The Look of Mood Swings
Art director Colby Nichols, who handled the logo, card back, packaging, and card frame design, described the aesthetic direction as wanting to create something that "felt like it lived in the margins of Mark's time making Magic."
In keeping with that vision, the frames are inspired by zines and craft projects; an aesthetic of hand-drawn rough drafts and playtesting, mid-creation rather than fully produced. The rules text is centered, a callback said Nichols to another "first" set Magic players would recognize in Limited Edition Alpha. 

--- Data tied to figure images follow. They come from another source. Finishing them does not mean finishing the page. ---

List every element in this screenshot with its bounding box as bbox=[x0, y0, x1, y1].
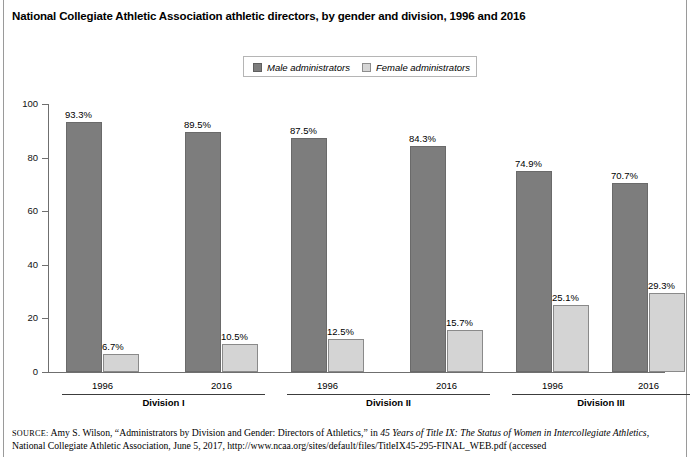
legend-swatch-male-icon bbox=[253, 63, 262, 72]
y-tick-label: 40 bbox=[8, 260, 38, 270]
page-right-rule bbox=[686, 0, 687, 457]
bar-female bbox=[222, 344, 258, 372]
x-axis-year-label: 2016 bbox=[619, 381, 679, 391]
legend-item-female: Female administrators bbox=[362, 60, 470, 74]
bar-value-label: 6.7% bbox=[102, 342, 152, 352]
division-group-rule bbox=[512, 394, 690, 395]
division-group-rule bbox=[62, 394, 265, 395]
y-tick-label: 100 bbox=[8, 99, 38, 109]
division-group-rule bbox=[287, 394, 490, 395]
bar-value-label: 25.1% bbox=[552, 293, 602, 303]
source-prefix: SOURCE: bbox=[12, 429, 49, 438]
y-tick-label: 20 bbox=[8, 313, 38, 323]
bar-value-label: 84.3% bbox=[409, 134, 459, 144]
bar-value-label: 10.5% bbox=[221, 332, 271, 342]
chart-legend: Male administrators Female administrator… bbox=[243, 56, 477, 77]
y-tick-label: 80 bbox=[8, 153, 38, 163]
legend-label-male: Male administrators bbox=[267, 62, 350, 73]
x-axis-year-label: 1996 bbox=[298, 381, 358, 391]
source-note: SOURCE: Amy S. Wilson, “Administrators b… bbox=[12, 427, 676, 453]
x-axis-year-label: 2016 bbox=[417, 381, 477, 391]
bar-female bbox=[649, 293, 685, 372]
source-italic-title: 45 Years of Title IX: The Status of Wome… bbox=[380, 427, 646, 438]
bar-male bbox=[291, 138, 327, 373]
bar-value-label: 87.5% bbox=[290, 126, 340, 136]
x-axis-year-label: 2016 bbox=[192, 381, 252, 391]
page-left-rule bbox=[3, 0, 4, 457]
y-tick-mark bbox=[42, 372, 48, 373]
chart-title: National Collegiate Athletic Association… bbox=[12, 9, 672, 23]
bar-value-label: 70.7% bbox=[611, 171, 661, 181]
bar-male bbox=[410, 146, 446, 372]
legend-label-female: Female administrators bbox=[376, 62, 470, 73]
bar-female bbox=[447, 330, 483, 372]
bar-male bbox=[516, 171, 552, 372]
source-text-part1: Amy S. Wilson, “Administrators by Divisi… bbox=[49, 427, 380, 438]
y-tick-label: 0 bbox=[8, 367, 38, 377]
bar-male bbox=[185, 132, 221, 372]
legend-swatch-female-icon bbox=[362, 63, 371, 72]
division-group-label: Division II bbox=[287, 398, 490, 408]
bar-value-label: 12.5% bbox=[327, 327, 377, 337]
bar-female bbox=[553, 305, 589, 372]
x-axis-year-label: 1996 bbox=[73, 381, 133, 391]
bar-value-label: 15.7% bbox=[446, 318, 496, 328]
bar-female bbox=[328, 339, 364, 373]
bar-male bbox=[612, 183, 648, 372]
bar-value-label: 29.3% bbox=[648, 281, 690, 291]
bar-male bbox=[66, 122, 102, 372]
figure-page: National Collegiate Athletic Association… bbox=[0, 0, 690, 457]
bar-value-label: 93.3% bbox=[65, 110, 115, 120]
y-tick-label: 60 bbox=[8, 206, 38, 216]
legend-item-male: Male administrators bbox=[253, 60, 350, 74]
division-group-label: Division I bbox=[62, 398, 265, 408]
x-axis-year-label: 1996 bbox=[523, 381, 583, 391]
bar-value-label: 89.5% bbox=[184, 120, 234, 130]
division-group-label: Division III bbox=[512, 398, 690, 408]
bar-female bbox=[103, 354, 139, 372]
bar-value-label: 74.9% bbox=[515, 159, 565, 169]
x-axis-line bbox=[48, 372, 665, 373]
plot-area: 93.3%6.7%89.5%10.5%87.5%12.5%84.3%15.7%7… bbox=[48, 104, 664, 372]
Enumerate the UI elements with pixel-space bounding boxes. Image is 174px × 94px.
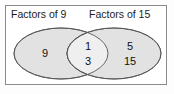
venn-diagram-screenshot: Factors of 9 Factors of 15 9 1 3 5 15 <box>0 0 174 94</box>
venn-graphic: 9 1 3 5 15 <box>0 0 174 94</box>
member-intersection-1: 3 <box>85 55 91 67</box>
member-right-only-0: 5 <box>127 40 133 52</box>
member-left-only-0: 9 <box>42 47 48 59</box>
member-intersection-0: 1 <box>85 40 91 52</box>
member-right-only-1: 15 <box>124 55 136 67</box>
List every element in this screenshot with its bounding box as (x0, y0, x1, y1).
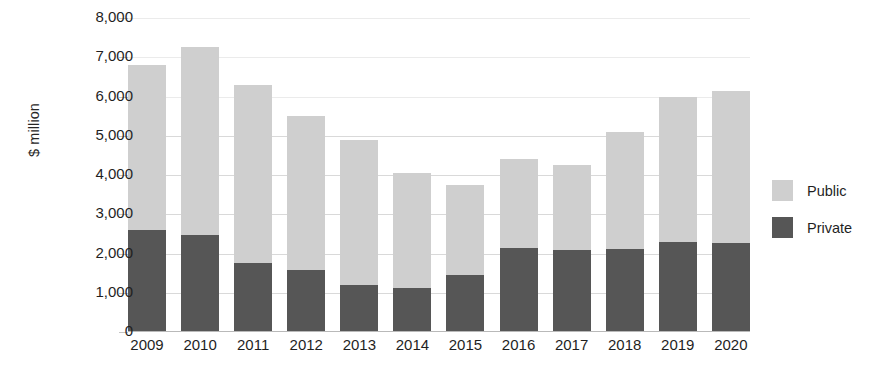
bar-segment-public[interactable] (553, 165, 591, 250)
x-axis-label: 2016 (500, 336, 538, 353)
y-axis-title: $ million (26, 70, 42, 190)
x-axis-label: 2012 (287, 336, 325, 353)
x-axis-label: 2011 (234, 336, 272, 353)
bar-segment-private[interactable] (500, 248, 538, 332)
bar-segment-public[interactable] (234, 85, 272, 264)
x-axis-label: 2014 (393, 336, 431, 353)
legend-label: Private (807, 220, 852, 236)
bar-group[interactable] (234, 18, 272, 332)
bar-segment-public[interactable] (659, 97, 697, 243)
plot-area (128, 18, 750, 332)
bar-group[interactable] (500, 18, 538, 332)
x-axis-label: 2017 (553, 336, 591, 353)
x-axis-label: 2019 (659, 336, 697, 353)
bar-segment-public[interactable] (340, 140, 378, 285)
x-axis-label: 2013 (340, 336, 378, 353)
bar-group[interactable] (553, 18, 591, 332)
bar-group[interactable] (446, 18, 484, 332)
bar-segment-private[interactable] (181, 235, 219, 332)
bar-segment-private[interactable] (128, 230, 166, 332)
legend-item-public[interactable]: Public (772, 180, 852, 201)
x-axis-label: 2015 (446, 336, 484, 353)
x-axis-label: 2020 (712, 336, 750, 353)
x-axis-label: 2010 (181, 336, 219, 353)
bar-segment-private[interactable] (606, 249, 644, 332)
bar-group[interactable] (340, 18, 378, 332)
bar-group[interactable] (659, 18, 697, 332)
bar-segment-public[interactable] (181, 47, 219, 235)
bar-group[interactable] (181, 18, 219, 332)
x-axis-line (128, 331, 750, 332)
bar-group[interactable] (393, 18, 431, 332)
x-axis-labels: 2009201020112012201320142015201620172018… (128, 336, 750, 353)
bar-segment-private[interactable] (659, 242, 697, 332)
bar-segment-public[interactable] (128, 65, 166, 230)
bar-segment-private[interactable] (340, 285, 378, 332)
bar-series-container (128, 18, 750, 332)
x-axis-label: 2018 (606, 336, 644, 353)
bar-segment-public[interactable] (606, 132, 644, 249)
legend-swatch-icon (772, 217, 793, 238)
chart-legend: PublicPrivate (772, 180, 852, 254)
x-axis-label: 2009 (128, 336, 166, 353)
bar-segment-private[interactable] (553, 250, 591, 332)
bar-segment-public[interactable] (446, 185, 484, 275)
bar-group[interactable] (606, 18, 644, 332)
bar-segment-private[interactable] (287, 270, 325, 332)
legend-label: Public (807, 183, 847, 199)
bar-segment-public[interactable] (393, 173, 431, 288)
bar-segment-private[interactable] (393, 288, 431, 332)
bar-segment-private[interactable] (712, 243, 750, 332)
legend-swatch-icon (772, 180, 793, 201)
bar-segment-public[interactable] (287, 116, 325, 270)
bar-group[interactable] (128, 18, 166, 332)
bar-group[interactable] (287, 18, 325, 332)
bar-segment-public[interactable] (500, 159, 538, 247)
bar-group[interactable] (712, 18, 750, 332)
bar-segment-private[interactable] (446, 275, 484, 332)
bar-segment-private[interactable] (234, 263, 272, 332)
legend-item-private[interactable]: Private (772, 217, 852, 238)
stacked-bar-chart: $ million 200920102011201220132014201520… (0, 0, 875, 372)
bar-segment-public[interactable] (712, 91, 750, 243)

The card back runs Magic's five colors as a gradient, spiraling clockwise from the center. The only foil card in the set is Love, the headliner, which also holds what Nichols described as the record for fastest art ever created for a Magic or Mood Swings card. The artist was Rosewater:
Everything went through several iterations, including the card frames themselves and the packaging that purchasers will receive via Secret Lair, said Nichols:
The People Who Will Never Play Magic
There is a specific pitch Rosewater has been making for Mood Swings that has nothing to do with the people most likely to buy it.
"If you're a fan of Magic and you have friends or loved ones who are just never going to play Magic," he told EDHREC at MagicCon Las Vegas, "this has allowed you to introduce to your friends 'I'm going to share with you my love of trading cards in a way that you understand and enjoy.' Maybe if they play this, now you're a step closer to playing Magic. Now you understand what a trading card game is."

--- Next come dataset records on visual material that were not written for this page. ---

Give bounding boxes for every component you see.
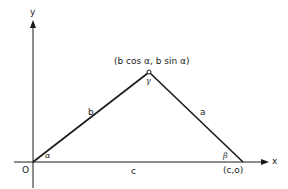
x-axis-label: x — [272, 157, 277, 166]
right-vertex-label: (c,o) — [223, 166, 243, 175]
angle-beta-label: β — [223, 152, 228, 160]
side-c-label: c — [131, 167, 136, 176]
x-axis-arrow-icon — [261, 159, 269, 165]
side-b — [33, 73, 148, 162]
apex-coordinate-label: (b cos α, b sin α) — [114, 57, 190, 66]
apex-vertex — [147, 70, 151, 74]
side-a-label: a — [200, 108, 206, 117]
side-a — [150, 73, 243, 162]
origin-label: O — [22, 166, 29, 175]
y-axis-arrow-icon — [30, 20, 36, 28]
angle-alpha-label: α — [45, 152, 50, 160]
y-axis-label: y — [30, 8, 35, 17]
angle-gamma-label: γ — [146, 77, 151, 85]
side-b-label: b — [88, 108, 94, 117]
diagram-canvas — [0, 0, 288, 189]
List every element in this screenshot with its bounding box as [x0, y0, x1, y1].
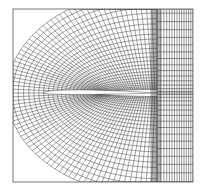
grid-lines: [13, 9, 193, 182]
mesh-canvas: [0, 0, 203, 192]
mesh-figure: C-grid computational mesh around an airf…: [0, 0, 203, 192]
airfoil-shape: [43, 90, 157, 95]
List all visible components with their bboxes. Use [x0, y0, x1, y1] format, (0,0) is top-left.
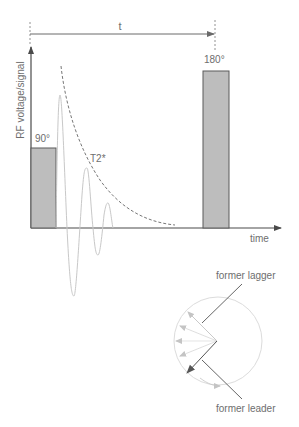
spin-phase-diagram	[174, 284, 262, 399]
pulse-180-label: 180°	[204, 54, 225, 65]
y-axis-label: RF voltage/signal	[15, 61, 26, 138]
leader-vector	[187, 341, 217, 373]
pulse-180	[203, 71, 229, 228]
interval-label: t	[118, 20, 121, 32]
pulse-90	[31, 148, 56, 228]
spin-echo-diagram: t RF voltage/signal time 90° 180° T2* fo…	[0, 0, 299, 427]
lagger-label: former lagger	[216, 270, 276, 281]
fid-signal	[56, 95, 113, 296]
t2-envelope	[61, 66, 175, 225]
leader-label: former leader	[216, 403, 276, 414]
pulse-90-label: 90°	[35, 133, 50, 144]
leader-pointer	[202, 360, 242, 399]
lagger-pointer	[202, 284, 242, 323]
x-axis-label: time	[250, 233, 269, 244]
interval-guides	[30, 20, 215, 50]
t2-label: T2*	[90, 153, 106, 164]
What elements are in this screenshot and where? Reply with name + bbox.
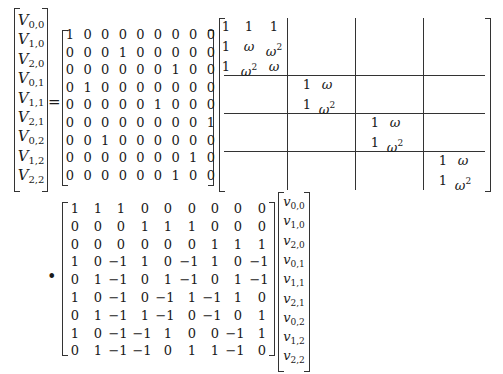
rhs-vector-entry: v2,0 <box>274 234 314 252</box>
coefficient-matrix-cell: 1 <box>137 220 153 234</box>
rhs-vector-entry: v2,2 <box>274 349 314 367</box>
permutation-matrix-cell: 0 <box>185 98 201 112</box>
permutation-matrix-cell: 1 <box>80 81 96 95</box>
permutation-matrix-cell: 0 <box>150 116 166 130</box>
coefficient-matrix-cell: −1 <box>107 255 129 269</box>
coefficient-matrix-cell: 1 <box>230 238 246 252</box>
block3-cell: 1 <box>367 136 383 150</box>
permutation-matrix-cell: 0 <box>97 116 113 130</box>
permutation-matrix-cell: 0 <box>150 81 166 95</box>
coefficient-matrix-cell: 1 <box>207 344 223 358</box>
permutation-matrix-cell: 0 <box>62 169 78 183</box>
permutation-matrix-cell: 0 <box>115 63 131 77</box>
permutation-matrix-cell: 0 <box>185 46 201 60</box>
permutation-matrix-cell: 0 <box>115 81 131 95</box>
block2-cell: 1 <box>299 78 315 92</box>
permutation-matrix-cell: 0 <box>115 98 131 112</box>
coefficient-matrix-cell: 1 <box>184 220 200 234</box>
coefficient-matrix-cell: 1 <box>67 202 83 216</box>
coefficient-matrix-cell: 0 <box>113 238 129 252</box>
permutation-matrix-cell: 0 <box>203 63 219 77</box>
coefficient-matrix-cell: 0 <box>207 273 223 287</box>
permutation-matrix-cell: 0 <box>203 134 219 148</box>
coefficient-matrix-cell: −1 <box>154 309 176 323</box>
multiplication-bullet: • <box>47 267 56 286</box>
coefficient-matrix-cell: 0 <box>90 255 106 269</box>
coefficient-matrix-cell: 0 <box>90 220 106 234</box>
permutation-matrix-cell: 0 <box>150 151 166 165</box>
coefficient-matrix-cell: 1 <box>137 309 153 323</box>
coefficient-matrix-cell: 1 <box>67 327 83 341</box>
coefficient-matrix-cell: 1 <box>230 291 246 305</box>
permutation-matrix-cell: 0 <box>168 28 184 42</box>
block1-cell: ω <box>239 40 259 54</box>
permutation-matrix-cell: 0 <box>185 134 201 148</box>
permutation-matrix-cell: 1 <box>203 116 219 130</box>
coefficient-matrix-cell: 1 <box>207 255 223 269</box>
rhs-vector-entry: v1,0 <box>274 214 314 232</box>
coefficient-matrix-cell: 1 <box>207 238 223 252</box>
permutation-matrix-cell: 0 <box>132 63 148 77</box>
coefficient-matrix-cell: 1 <box>184 291 200 305</box>
coefficient-matrix-cell: 1 <box>67 255 83 269</box>
permutation-matrix-cell: 0 <box>185 116 201 130</box>
permutation-matrix-cell: 0 <box>150 134 166 148</box>
permutation-matrix-cell: 0 <box>132 81 148 95</box>
lhs-vector-entry: V0,2 <box>11 128 51 149</box>
block1-cell: ω2 <box>239 60 259 79</box>
block1-cell: 1 <box>218 60 234 74</box>
permutation-matrix-cell: 0 <box>132 98 148 112</box>
block3-cell: ω2 <box>385 136 405 155</box>
permutation-matrix-cell: 0 <box>115 169 131 183</box>
coefficient-matrix-cell: 0 <box>207 202 223 216</box>
coefficient-matrix-cell: 0 <box>254 202 270 216</box>
coefficient-matrix-cell: 1 <box>160 327 176 341</box>
coefficient-matrix-cell: −1 <box>154 291 176 305</box>
coefficient-matrix-cell: 0 <box>137 202 153 216</box>
coefficient-matrix-cell: 0 <box>67 238 83 252</box>
coefficient-matrix-cell: 1 <box>90 309 106 323</box>
block1-cell: 1 <box>218 40 234 54</box>
block-divider-v1 <box>287 18 288 190</box>
coefficient-matrix-cell: 0 <box>137 291 153 305</box>
coefficient-matrix-cell: −1 <box>107 309 129 323</box>
coefficient-matrix-cell: −1 <box>131 344 153 358</box>
permutation-matrix-cell: 0 <box>62 116 78 130</box>
equals-sign: = <box>48 93 61 111</box>
lhs-vector-entry: V0,1 <box>11 70 51 91</box>
permutation-matrix-cell: 0 <box>168 98 184 112</box>
permutation-matrix-cell: 0 <box>80 116 96 130</box>
permutation-matrix-cell: 1 <box>168 169 184 183</box>
rhs-vector-entry: v1,2 <box>274 330 314 348</box>
coefficient-matrix-cell: 0 <box>207 220 223 234</box>
coefficient-matrix-cell: 0 <box>160 255 176 269</box>
permutation-matrix-cell: 0 <box>80 134 96 148</box>
block3-cell: ω <box>385 116 405 130</box>
coefficient-matrix-cell: −1 <box>178 255 200 269</box>
coefficient-matrix-cell: 0 <box>230 309 246 323</box>
permutation-matrix-cell: 0 <box>203 81 219 95</box>
coefficient-matrix-cell: 1 <box>90 344 106 358</box>
permutation-matrix-cell: 0 <box>115 151 131 165</box>
rhs-vector-entry: v0,1 <box>274 253 314 271</box>
permutation-matrix-cell: 0 <box>97 151 113 165</box>
permutation-matrix-cell: 1 <box>150 98 166 112</box>
permutation-matrix-cell: 0 <box>80 151 96 165</box>
coefficient-matrix-cell: 1 <box>230 273 246 287</box>
coefficient-matrix-cell: 0 <box>67 273 83 287</box>
block-matrix-right-bracket <box>485 18 491 192</box>
block3-cell: 1 <box>367 116 383 130</box>
permutation-matrix-cell: 0 <box>115 28 131 42</box>
permutation-matrix-cell: 0 <box>80 169 96 183</box>
coefficient-matrix-cell: 0 <box>184 202 200 216</box>
coefficient-matrix-cell: −1 <box>224 327 246 341</box>
coefficient-matrix-cell: 0 <box>160 344 176 358</box>
block1-cell: ω2 <box>264 40 284 59</box>
coefficient-matrix-cell: −1 <box>107 273 129 287</box>
coefficient-matrix-cell: 1 <box>90 202 106 216</box>
coefficient-matrix-cell: −1 <box>107 327 129 341</box>
permutation-matrix-cell: 0 <box>62 98 78 112</box>
block1-cell: 1 <box>218 20 234 34</box>
coefficient-matrix-cell: 1 <box>137 255 153 269</box>
coefficient-matrix-cell: −1 <box>201 309 223 323</box>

His wife, Lora, is one of those loved ones. She playtested the game with him for years over lunch. She will, by his account, never play Magic. "But this, this is something she'll probably be into," he said.

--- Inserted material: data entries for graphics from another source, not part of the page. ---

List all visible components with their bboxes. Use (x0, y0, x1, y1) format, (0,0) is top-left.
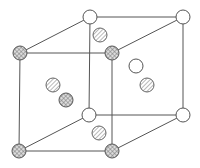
atom-front-top-right (105, 46, 119, 60)
atom-left-face-lower (59, 93, 73, 107)
edge-front-bottom-left-to-back-bottom-left (19, 115, 89, 151)
atom-back-top-right (176, 10, 190, 24)
unit-cell-diagram (0, 0, 200, 168)
edge-front-bottom-left-to-front-top-left (19, 53, 20, 151)
atom-front-bottom-right (105, 144, 119, 158)
atom-bottom-face (92, 126, 106, 140)
atom-left-face-upper (46, 78, 60, 92)
atom-front-bottom-left (12, 144, 26, 158)
edge-front-top-right-to-back-top-right (112, 17, 183, 53)
atom-right-face-lower (140, 78, 154, 92)
atom-right-face-upper (129, 59, 143, 73)
atom-back-bottom-right (176, 108, 190, 122)
atom-top-face (93, 28, 107, 42)
atom-front-top-left (13, 46, 27, 60)
cell-atoms (12, 10, 190, 158)
edge-front-bottom-right-to-back-bottom-right (112, 115, 183, 151)
edge-front-top-left-to-back-top-left (20, 17, 90, 53)
atom-back-top-left (83, 10, 97, 24)
atom-back-bottom-left (82, 108, 96, 122)
edge-back-bottom-left-to-back-top-left (89, 17, 90, 115)
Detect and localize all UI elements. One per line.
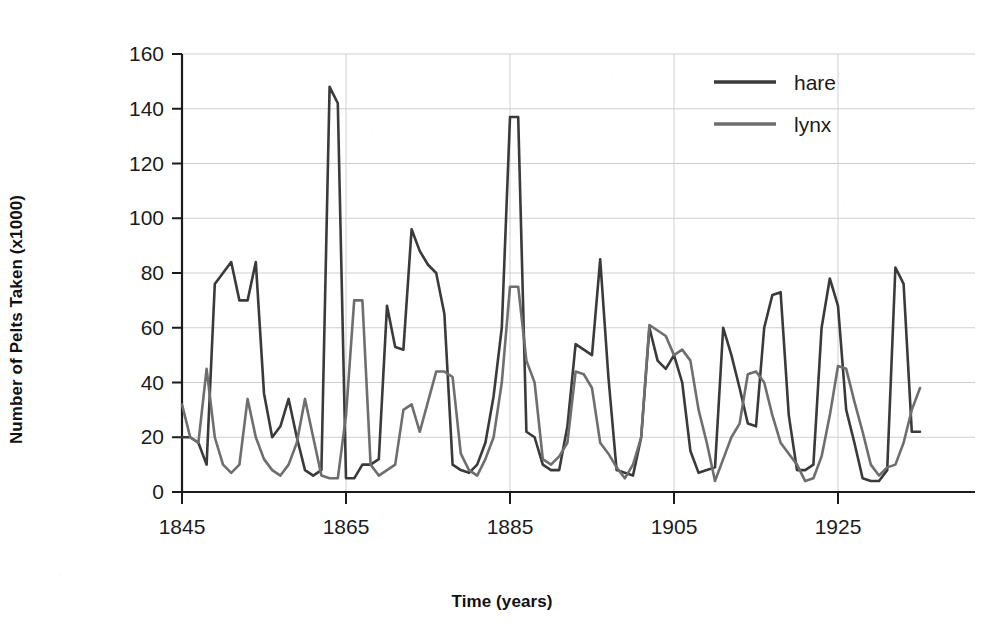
x-tick-label: 1845 (159, 515, 206, 538)
chart-plot-area: 020406080100120140160 184518651885190519… (0, 0, 1004, 639)
series-line-lynx (182, 287, 920, 481)
chart-legend: harelynx (714, 71, 836, 136)
y-axis-ticks: 020406080100120140160 (129, 42, 182, 503)
chart-figure: Number of Pelts Taken (x1000) 0204060801… (0, 0, 1004, 639)
series-line-hare (182, 87, 920, 481)
y-tick-label: 60 (141, 316, 164, 339)
y-tick-label: 160 (129, 42, 164, 65)
data-series-group (182, 87, 920, 481)
y-axis-title: Number of Pelts Taken (x1000) (0, 0, 34, 639)
legend-label-hare: hare (794, 71, 836, 94)
y-tick-label: 80 (141, 261, 164, 284)
y-tick-label: 100 (129, 206, 164, 229)
x-tick-label: 1925 (815, 515, 862, 538)
x-axis-ticks: 18451865188519051925 (159, 492, 862, 538)
x-tick-label: 1885 (487, 515, 534, 538)
x-tick-label: 1905 (651, 515, 698, 538)
x-axis-title: Time (years) (0, 592, 1004, 612)
y-tick-label: 0 (152, 480, 164, 503)
x-tick-label: 1865 (323, 515, 370, 538)
y-tick-label: 120 (129, 152, 164, 175)
y-tick-label: 140 (129, 97, 164, 120)
legend-label-lynx: lynx (794, 113, 832, 136)
gridlines (182, 54, 975, 437)
y-tick-label: 20 (141, 425, 164, 448)
y-tick-label: 40 (141, 371, 164, 394)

The game introduces the underlying concepts of a trading card game — randomized cards, card interactions, the idea that each copy of a game is slightly different from every other copy — without the rules overhead that ends many people's interest in Magic before it starts. "We are teaching you things about Magic secretly," Rosewater said. Some of those people might eventually find their way to a Magic table. Most won't, and that's fine too, as long as they had a good time with Mood Swings in the process.
"I think this would make a really good digital game," he added. "It's got very low real estate on the screen. It's fast and it's asynchronous. It'd be a great mobile game." Whether any of that happens depends on how the Secret Lair release performs. "The potential future is very open," he said. "Nothing's off limits."
He called Mood Swings his "love letter to trading card games." It's his attempt to make something that captures everything he loves about the genre and puts it into the hands of people who would otherwise never encounter it. And after 28 years, he's finally able to ship it.
Mood Swings is available today, June 1, 2026, exclusively at MagicSecretLair.com.
Nick Wolf
Nick Wolf is the Media Communications Manager for Space Cow Media. He has over a decade of newsmedia experience and has been a fan of Magic: The Gathering since Tempest.